AFTERWORD

In May 1985 the FBI uncovered a spy ring that had been operating since 1967. Four Americans with between them access to an enormous range of US Naval secrets had been paid hundreds of thousands of dollars to spy for the Soviet Union. The Griffin Interrogator is fictional but based on real technology of the period, technology the US considered secret but which it transpired had been comprehensively betrayed to the Russians.

The character of the arms-dealing war criminal Adolpho da Costa Martines is fictional but in part I drew on the post-war story of the ‘Butcher of Lyon’ Klaus Barbie.

Barbie was in charge of the Gestapo in Lyon and responsible for the deaths of around 14 000 in his cells or deported to concentration camps. He personally tortured hundreds to death in indescribably sadistic ways. He was arrested after the war by the British and passed on to the US Army Counterintelligence Corps. Despite being sentenced to death in absentia by a French court the US authorities refused to hand him over to France and instead arranged a new life for him in Bolivia as an arms dealer and spy for both the American CIA and West German BND.

In 1972 the French media discovered his whereabouts and France demanded his extradition. Due to Barbie’s close connections with the Bolivian military these demands were rejected. In 1980 Barbie feared that a new government might accede to the French demands and in July allegedly participated in the so-called Cocaine Coup, a short-lived military coup by extreme right-wing officers supported by the CIA and funded by local drugs barons. In 1983 a newly elected democratic government finally arrested Barbie and he was extradited to France, where he was sentenced to life imprisonment. He died in prison in 1991.

Most of the Nazi war criminals who used the so-called ‘ratlines’, often travelling on identity papers provided by sympathisers in the Vatican, went to Argentina but up to 2 000 started new lives in Brazil. The most infamous was Doctor Josef Mengele, who had performed barbaric experiments on inmates at Auschwitz, and who drowned off a Brazilian beach in 1979.

Israeli agents actively pursued such men. Most famously Adolf Eichmann was kidnapped in Argentina in 1960 and subsequently tried and executed in Israel. In Brazil at the time of this novel the Israelis were hard on the trail of Gustav Wagner, one of the most sadistic of all the concentration camp commanders. He was eventually arrested in 1978 and subjected to extradition requests by Israel, Poland, West Germany and Austria. The Brazilian authorities rejected all the requests and Wagner was released. In October 1980 he was found dead in Sao Paulo with a knife in his chest.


## What you should do
Only the number is wanted: state how many lines of the data below contain the word "risk".

## Figure content listings

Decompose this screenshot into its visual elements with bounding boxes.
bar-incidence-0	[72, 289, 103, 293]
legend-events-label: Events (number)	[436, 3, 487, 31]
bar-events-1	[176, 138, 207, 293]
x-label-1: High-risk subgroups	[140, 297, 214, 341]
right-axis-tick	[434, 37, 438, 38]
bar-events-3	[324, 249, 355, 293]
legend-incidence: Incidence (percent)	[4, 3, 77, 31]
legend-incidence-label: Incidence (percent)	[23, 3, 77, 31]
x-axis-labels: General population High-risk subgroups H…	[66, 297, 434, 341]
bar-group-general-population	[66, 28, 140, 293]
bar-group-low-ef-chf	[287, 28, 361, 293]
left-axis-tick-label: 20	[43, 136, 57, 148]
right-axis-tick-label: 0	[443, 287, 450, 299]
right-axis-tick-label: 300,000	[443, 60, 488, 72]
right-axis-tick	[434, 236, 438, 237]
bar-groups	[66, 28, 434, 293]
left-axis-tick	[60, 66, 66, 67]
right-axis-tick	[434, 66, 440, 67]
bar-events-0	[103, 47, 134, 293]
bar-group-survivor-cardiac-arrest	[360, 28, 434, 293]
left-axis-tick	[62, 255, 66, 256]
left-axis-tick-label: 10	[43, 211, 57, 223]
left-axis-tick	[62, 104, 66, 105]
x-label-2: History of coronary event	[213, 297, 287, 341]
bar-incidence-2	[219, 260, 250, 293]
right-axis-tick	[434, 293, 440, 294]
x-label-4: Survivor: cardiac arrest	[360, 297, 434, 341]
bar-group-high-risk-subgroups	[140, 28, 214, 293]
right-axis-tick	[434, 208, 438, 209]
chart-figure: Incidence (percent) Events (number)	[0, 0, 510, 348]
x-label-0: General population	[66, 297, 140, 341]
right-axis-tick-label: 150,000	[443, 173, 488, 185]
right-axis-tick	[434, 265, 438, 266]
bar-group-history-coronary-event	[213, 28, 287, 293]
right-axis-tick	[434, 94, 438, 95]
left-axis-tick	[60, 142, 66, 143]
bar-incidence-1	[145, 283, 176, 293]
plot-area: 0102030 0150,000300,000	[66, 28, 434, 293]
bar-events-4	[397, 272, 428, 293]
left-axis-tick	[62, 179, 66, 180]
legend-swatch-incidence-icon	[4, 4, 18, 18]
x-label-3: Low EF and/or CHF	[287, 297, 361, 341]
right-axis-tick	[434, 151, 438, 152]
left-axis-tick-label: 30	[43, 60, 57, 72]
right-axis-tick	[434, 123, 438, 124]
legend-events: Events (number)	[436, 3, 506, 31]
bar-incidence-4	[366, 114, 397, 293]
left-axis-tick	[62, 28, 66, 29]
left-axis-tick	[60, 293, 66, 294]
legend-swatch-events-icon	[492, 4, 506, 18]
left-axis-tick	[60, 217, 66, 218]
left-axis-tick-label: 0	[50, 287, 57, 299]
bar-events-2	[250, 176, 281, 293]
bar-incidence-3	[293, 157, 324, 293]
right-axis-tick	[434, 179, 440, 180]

## Solution to the problem
3